The most important principle of the union is solidarity. The union is the greatest fruit of democracy. Through solidarity, it puts power in the hands of working people.

And let’s be realistic. The system is not perfect. It can be bulky and inefficient at times. For example, although seniority is, by and large, the most fair practice for determining pay scales, it’s not perfect. Furthermore, different union leaders have varying philosophies about which benefits and whose benefits to prioritize, and not all members will be in agreement all the time. This is true of any democratic organization, and it is the reason that members must find in their busy lives a little bit of time to participate in union activities. Commitment and camaraderie make us stronger and better.

What did the government do that has led to all this legal action?

Before 2002, we had a contract that forced principals to keep class sizes down to a certain level. If there were students with special needs, class sizes had to be reduced to specific maximum numbers of students according to the contract, and a number of support teachers had to be hired. It wasn’t easier to teach in those days, but it was less frustrating because we were able to reach more students and teach to a deeper level of understanding.

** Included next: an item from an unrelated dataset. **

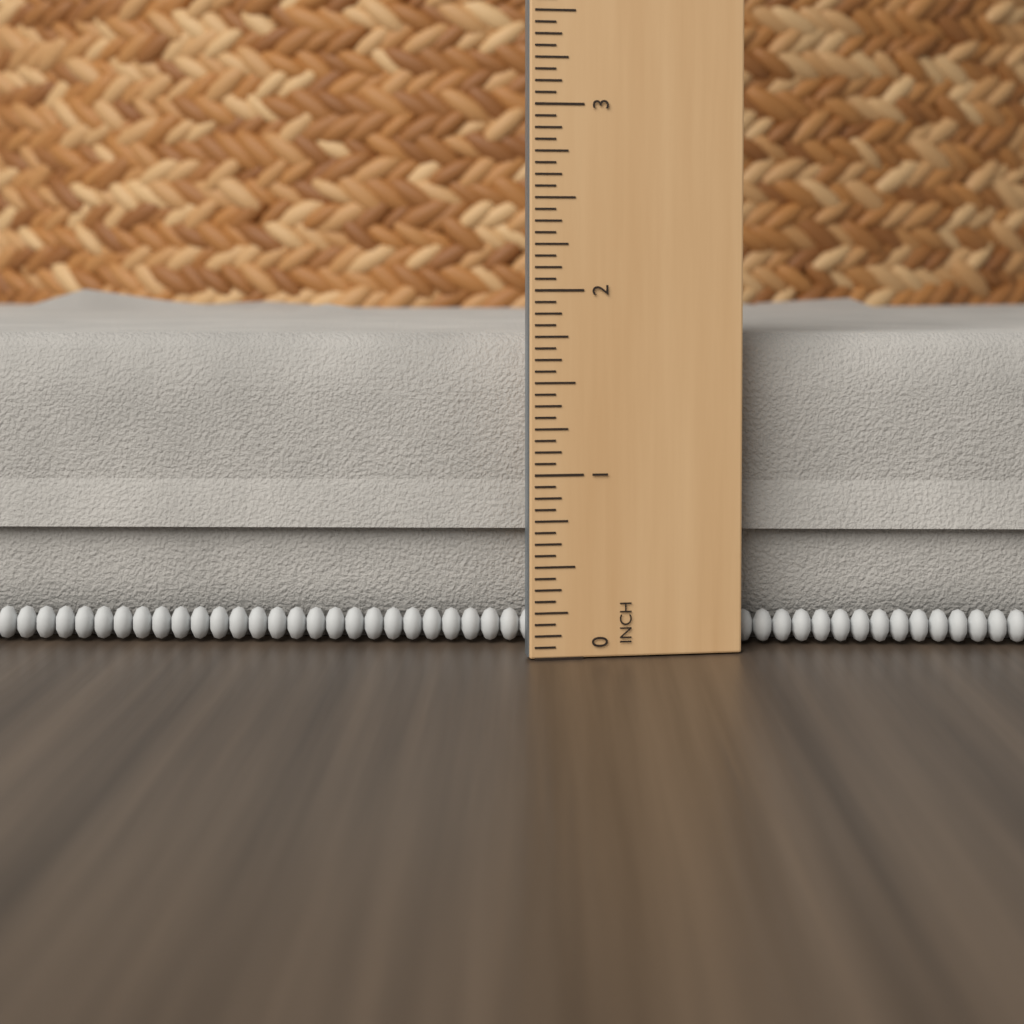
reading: 1.9375 in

In any contract negotiation, labour law states that if no collective agreement can be reached, the previous agreement is “standing” until a settlement is reached. Enter a very right-wing Liberal government, elected with a very strong mandate (There were only two MLAs in opposition, and the party felt they had carte blanche in public policy.). In 2002, the government ignored labour law and created a new law that stripped the standing contract. After this, the BCTF sued the government. We are now finally seeing the results of this lawsuit, though it’s quite likely that we have a way to go yet.

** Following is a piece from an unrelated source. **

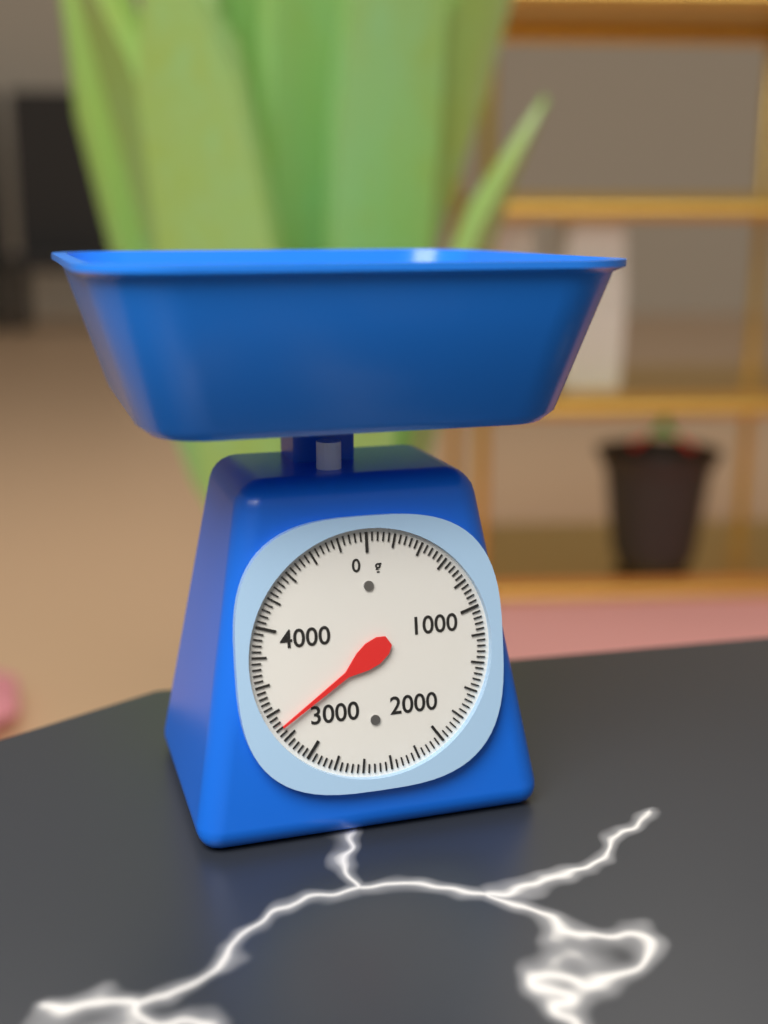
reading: 3280 g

The BCTF – What have you done for me lately?

I have become greatly concerned of late that some our members, especially our younger members, have lost interest in unionism. There is little wonder why this might be true in BC. The government has crippled the union by legislating contracts rather than negotiating. This is illegal, but in an underfunded legal system, the issue of constitutional challenge is very time consuming. It has taken 12 years of very expensive legal action by your union to finally make some headway on this issue.

In the mean time, you are not able to see much success. Much of our money and effort has gone toward fighting in court. Believe me, this fact is not lost on the government. As the Supreme Court has recognized, the government has been very active in trying to disenfranchise teachers from their union.

So why support your union? Well imagine that there was no union. Not only is our employer rather egregious toward public education in general, but our employer is the government. One would think it rational to presume that the government would like to see a well-paid work force, but such is not the case.

If you were acting as a lone agent, what hope would you have of taking on a government that thumbs its nose at its own constitution? Our union has succeeded in legally challenging and striking down a LAW! This is no small achievement. We have accomplished this through our patience, our solidarity, and our financial sacrifice.

Perhaps the immediate gains are not obvious, but it is unthinkable to me that such reckless trouncing of the Charter of rights not be challenged. The BCTF has set legal precedents for generations to come, and for people not just in BC, but in all of Canada, in all types of employment. For this I am exceedingly proud of my union.

These are challenging times, times in which our country for the first time in its history has reverted to a long-term widening of the gap between rich and poor. Democracy as I have known it, has begun to slip from our grasp. But as people have shown in the past, no government can stand against the power of workers united. If we stay committed; if we stay strong, we will triumph.